Monday 20 March 2017

Who's Afraid of Virginia Woolf (West End), or, A Visit with Our Worst Selves

Directors and writers often try to shock. But it's rare in my experience to encounter theatre which is truly shocking or unsettling. This is a such a play. It does it not with the kind of cheap shots of nudity and violence I've seen so often but with a dissection, through words and silence, of some of our worst capacities as human beings. Partnering this text with the superb production and ensemble seen here makes for an enormously powerful, if sometimes hard to watch, piece of theatre.

Edward Albee's play takes place in a small New England college town. The quartet of characters are an older history professor George (Conleth Hill) and his wife Martha (Imelda Staunton), daughter of the college President, and an ambitious young newly arrived biology professor Nick (Luke Treadaway) and his wife Honey (Imogen Poots). At the beginning we're given the impression that George and Martha are your fairly standard, bickering, long-married couple, though already here the barbs being traded are very sharp. They've returned from a faculty party but, just as George is relaxing, Martha drops the first bombshell – for reasons that are never entirely explained Nick and Honey have been invited to continue the evening with them. The stage is set.


During the three acts which follow all veneer of civility, of concealment, is ripped away. We strip down, as the text late on puts it, to the bone and on to the marrow. The text can often be very funny – even in Act Three, there's a beautifully witty sequence as George and Martha argue whether the moon was still up or not. But, the wit only intermittently masks our terrible abilities to be cruel to each other, driven often by the fears and foibles we may try to conceal from ourselves but which here are mercilessly exposed. At times, for me, it was almost too close to the bone – Conleth Hill's oppressed George, shrunken, seemingly helpless, in corners (though it becomes clear this is not altogether so), wilting under Staunton's relentless attack, took me mentally back to places I try not to go.

The effect of the writing on me was at first to create a split – between my admiration for production (a flawless piece of work from director James MacDonald and his team) and performances, and my dislike of everybody on stage. But one of the qualities of Albee's piece is to know how to take the viewer past that. There is just enough of a kinder humanity lurking here and there in these people to keep the heart engaged. There's a similar marvellous balance in the writing with its ability to switch from barbed paired exchanges, to free for all, to stopping everything with a soliloquy that has the audience hanging, utterly still, on every word.

The play is perhaps, for me, finally just a little opaque in its treatment of motivations. I remained a bit puzzled about the exact truth of Act Three's revelation, and I did find it hard at times to work out why Treadaway and Poots don't just get up and walk out. But overall the piece has a terrible capacity to convince.

As already noted, the performances are uniformly superb. All of them have found that crucial ability to sustain character not just through text but in gesture, posture, expression and silence. For me, though, it was Conleth Hill's haunting George which will long stick in my mind. After a lacklustre start to my cultural year this revival will take some beating for my best play. Unmissable.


▶ [WORK REQUEST] Copy out the listing in full, exactly as written, but not its pictures.

▶ [ENTRIES SUPPLIED]

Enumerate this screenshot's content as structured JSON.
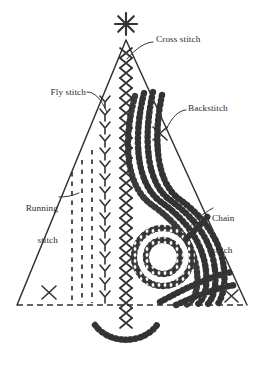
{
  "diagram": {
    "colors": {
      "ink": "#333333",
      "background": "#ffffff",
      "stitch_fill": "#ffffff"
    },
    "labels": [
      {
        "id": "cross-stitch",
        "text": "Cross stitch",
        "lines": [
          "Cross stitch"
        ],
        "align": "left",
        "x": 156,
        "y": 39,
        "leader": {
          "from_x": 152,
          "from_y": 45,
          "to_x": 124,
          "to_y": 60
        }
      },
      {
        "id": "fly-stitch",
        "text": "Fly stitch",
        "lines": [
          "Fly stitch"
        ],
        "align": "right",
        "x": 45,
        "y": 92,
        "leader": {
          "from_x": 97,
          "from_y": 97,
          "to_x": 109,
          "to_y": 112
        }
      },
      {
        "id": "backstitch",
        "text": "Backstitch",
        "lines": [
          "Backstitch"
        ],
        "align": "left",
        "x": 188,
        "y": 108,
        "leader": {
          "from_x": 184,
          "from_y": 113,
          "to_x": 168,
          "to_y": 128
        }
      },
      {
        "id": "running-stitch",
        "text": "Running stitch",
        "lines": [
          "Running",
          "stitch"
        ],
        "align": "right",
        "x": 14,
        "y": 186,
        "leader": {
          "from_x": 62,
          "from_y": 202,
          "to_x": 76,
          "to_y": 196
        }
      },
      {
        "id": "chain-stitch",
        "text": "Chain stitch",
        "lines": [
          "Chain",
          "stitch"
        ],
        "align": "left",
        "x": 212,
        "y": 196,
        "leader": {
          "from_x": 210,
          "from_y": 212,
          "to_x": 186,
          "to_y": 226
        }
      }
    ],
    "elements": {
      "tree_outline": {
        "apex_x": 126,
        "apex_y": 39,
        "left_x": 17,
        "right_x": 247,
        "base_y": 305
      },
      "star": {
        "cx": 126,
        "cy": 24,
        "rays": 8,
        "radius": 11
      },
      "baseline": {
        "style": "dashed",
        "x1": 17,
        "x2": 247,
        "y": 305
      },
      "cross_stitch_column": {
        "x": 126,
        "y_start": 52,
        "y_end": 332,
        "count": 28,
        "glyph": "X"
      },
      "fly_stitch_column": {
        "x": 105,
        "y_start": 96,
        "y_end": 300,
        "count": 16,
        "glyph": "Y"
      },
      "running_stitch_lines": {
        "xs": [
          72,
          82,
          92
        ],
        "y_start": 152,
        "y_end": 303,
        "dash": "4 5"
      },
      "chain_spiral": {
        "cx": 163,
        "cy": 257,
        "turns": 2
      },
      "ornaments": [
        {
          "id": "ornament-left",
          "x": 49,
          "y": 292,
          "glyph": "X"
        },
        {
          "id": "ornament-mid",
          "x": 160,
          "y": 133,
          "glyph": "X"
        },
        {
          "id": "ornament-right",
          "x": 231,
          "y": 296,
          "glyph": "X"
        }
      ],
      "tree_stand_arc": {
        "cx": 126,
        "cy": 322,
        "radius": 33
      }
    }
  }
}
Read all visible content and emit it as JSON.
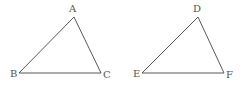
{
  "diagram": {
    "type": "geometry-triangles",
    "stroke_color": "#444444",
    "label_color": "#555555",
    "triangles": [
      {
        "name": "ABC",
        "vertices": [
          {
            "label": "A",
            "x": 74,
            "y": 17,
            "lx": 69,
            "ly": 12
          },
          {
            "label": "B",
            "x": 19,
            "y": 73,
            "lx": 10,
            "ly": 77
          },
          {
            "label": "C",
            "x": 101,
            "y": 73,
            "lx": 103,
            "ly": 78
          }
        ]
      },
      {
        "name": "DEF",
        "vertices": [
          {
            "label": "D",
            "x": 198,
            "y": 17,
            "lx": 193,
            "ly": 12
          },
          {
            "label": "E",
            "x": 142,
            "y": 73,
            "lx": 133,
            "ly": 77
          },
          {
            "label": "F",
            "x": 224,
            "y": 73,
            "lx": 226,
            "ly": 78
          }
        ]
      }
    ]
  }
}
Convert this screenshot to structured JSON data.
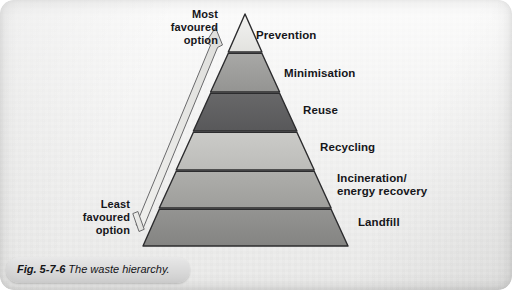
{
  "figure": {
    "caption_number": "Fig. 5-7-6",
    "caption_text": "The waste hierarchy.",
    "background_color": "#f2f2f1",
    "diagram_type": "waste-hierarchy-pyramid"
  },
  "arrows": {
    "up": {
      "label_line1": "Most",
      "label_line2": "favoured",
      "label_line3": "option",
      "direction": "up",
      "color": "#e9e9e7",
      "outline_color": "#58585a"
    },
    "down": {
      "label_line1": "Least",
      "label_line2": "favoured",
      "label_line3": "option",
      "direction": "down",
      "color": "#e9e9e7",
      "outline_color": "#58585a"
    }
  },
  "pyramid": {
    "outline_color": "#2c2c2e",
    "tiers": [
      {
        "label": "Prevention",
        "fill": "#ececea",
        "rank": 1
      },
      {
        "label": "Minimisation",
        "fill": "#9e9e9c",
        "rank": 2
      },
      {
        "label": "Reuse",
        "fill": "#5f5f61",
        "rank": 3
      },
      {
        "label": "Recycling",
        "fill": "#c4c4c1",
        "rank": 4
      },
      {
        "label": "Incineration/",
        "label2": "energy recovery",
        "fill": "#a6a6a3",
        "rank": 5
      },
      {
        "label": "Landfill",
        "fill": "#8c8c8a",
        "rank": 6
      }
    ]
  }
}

▶ [SOLVED EXERCISE]
Enumerate this screenshot's content as structured JSON.
{
  "diagram": {
    "colors": {
      "ink": "#333333",
      "background": "#ffffff",
      "stitch_fill": "#ffffff"
    },
    "labels": [
      {
        "id": "cross-stitch",
        "text": "Cross stitch",
        "lines": [
          "Cross stitch"
        ],
        "align": "left",
        "x": 156,
        "y": 39,
        "leader": {
          "from_x": 152,
          "from_y": 45,
          "to_x": 124,
          "to_y": 60
        }
      },
      {
        "id": "fly-stitch",
        "text": "Fly stitch",
        "lines": [
          "Fly stitch"
        ],
        "align": "right",
        "x": 45,
        "y": 92,
        "leader": {
          "from_x": 97,
          "from_y": 97,
          "to_x": 109,
          "to_y": 112
        }
      },
      {
        "id": "backstitch",
        "text": "Backstitch",
        "lines": [
          "Backstitch"
        ],
        "align": "left",
        "x": 188,
        "y": 108,
        "leader": {
          "from_x": 184,
          "from_y": 113,
          "to_x": 168,
          "to_y": 128
        }
      },
      {
        "id": "running-stitch",
        "text": "Running stitch",
        "lines": [
          "Running",
          "stitch"
        ],
        "align": "right",
        "x": 14,
        "y": 186,
        "leader": {
          "from_x": 62,
          "from_y": 202,
          "to_x": 76,
          "to_y": 196
        }
      },
      {
        "id": "chain-stitch",
        "text": "Chain stitch",
        "lines": [
          "Chain",
          "stitch"
        ],
        "align": "left",
        "x": 212,
        "y": 196,
        "leader": {
          "from_x": 210,
          "from_y": 212,
          "to_x": 186,
          "to_y": 226
        }
      }
    ],
    "elements": {
      "tree_outline": {
        "apex_x": 126,
        "apex_y": 39,
        "left_x": 17,
        "right_x": 247,
        "base_y": 305
      },
      "star": {
        "cx": 126,
        "cy": 24,
        "rays": 8,
        "radius": 11
      },
      "baseline": {
        "style": "dashed",
        "x1": 17,
        "x2": 247,
        "y": 305
      },
      "cross_stitch_column": {
        "x": 126,
        "y_start": 52,
        "y_end": 332,
        "count": 28,
        "glyph": "X"
      },
      "fly_stitch_column": {
        "x": 105,
        "y_start": 96,
        "y_end": 300,
        "count": 16,
        "glyph": "Y"
      },
      "running_stitch_lines": {
        "xs": [
          72,
          82,
          92
        ],
        "y_start": 152,
        "y_end": 303,
        "dash": "4 5"
      },
      "chain_spiral": {
        "cx": 163,
        "cy": 257,
        "turns": 2
      },
      "ornaments": [
        {
          "id": "ornament-left",
          "x": 49,
          "y": 292,
          "glyph": "X"
        },
        {
          "id": "ornament-mid",
          "x": 160,
          "y": 133,
          "glyph": "X"
        },
        {
          "id": "ornament-right",
          "x": 231,
          "y": 296,
          "glyph": "X"
        }
      ],
      "tree_stand_arc": {
        "cx": 126,
        "cy": 322,
        "radius": 33
      }
    }
  }
}
Read all visible content and emit it as JSON.
{
  "diagram": {
    "type": "geometry-triangles",
    "stroke_color": "#444444",
    "label_color": "#555555",
    "triangles": [
      {
        "name": "ABC",
        "vertices": [
          {
            "label": "A",
            "x": 74,
            "y": 17,
            "lx": 69,
            "ly": 12
          },
          {
            "label": "B",
            "x": 19,
            "y": 73,
            "lx": 10,
            "ly": 77
          },
          {
            "label": "C",
            "x": 101,
            "y": 73,
            "lx": 103,
            "ly": 78
          }
        ]
      },
      {
        "name": "DEF",
        "vertices": [
          {
            "label": "D",
            "x": 198,
            "y": 17,
            "lx": 193,
            "ly": 12
          },
          {
            "label": "E",
            "x": 142,
            "y": 73,
            "lx": 133,
            "ly": 77
          },
          {
            "label": "F",
            "x": 224,
            "y": 73,
            "lx": 226,
            "ly": 78
          }
        ]
      }
    ]
  }
}
Convert this screenshot to structured JSON data.
{
  "figure": {
    "caption_number": "Fig. 5-7-6",
    "caption_text": "The waste hierarchy.",
    "background_color": "#f2f2f1",
    "diagram_type": "waste-hierarchy-pyramid"
  },
  "arrows": {
    "up": {
      "label_line1": "Most",
      "label_line2": "favoured",
      "label_line3": "option",
      "direction": "up",
      "color": "#e9e9e7",
      "outline_color": "#58585a"
    },
    "down": {
      "label_line1": "Least",
      "label_line2": "favoured",
      "label_line3": "option",
      "direction": "down",
      "color": "#e9e9e7",
      "outline_color": "#58585a"
    }
  },
  "pyramid": {
    "outline_color": "#2c2c2e",
    "tiers": [
      {
        "label": "Prevention",
        "fill": "#ececea",
        "rank": 1
      },
      {
        "label": "Minimisation",
        "fill": "#9e9e9c",
        "rank": 2
      },
      {
        "label": "Reuse",
        "fill": "#5f5f61",
        "rank": 3
      },
      {
        "label": "Recycling",
        "fill": "#c4c4c1",
        "rank": 4
      },
      {
        "label": "Incineration/",
        "label2": "energy recovery",
        "fill": "#a6a6a3",
        "rank": 5
      },
      {
        "label": "Landfill",
        "fill": "#8c8c8a",
        "rank": 6
      }
    ]
  }
}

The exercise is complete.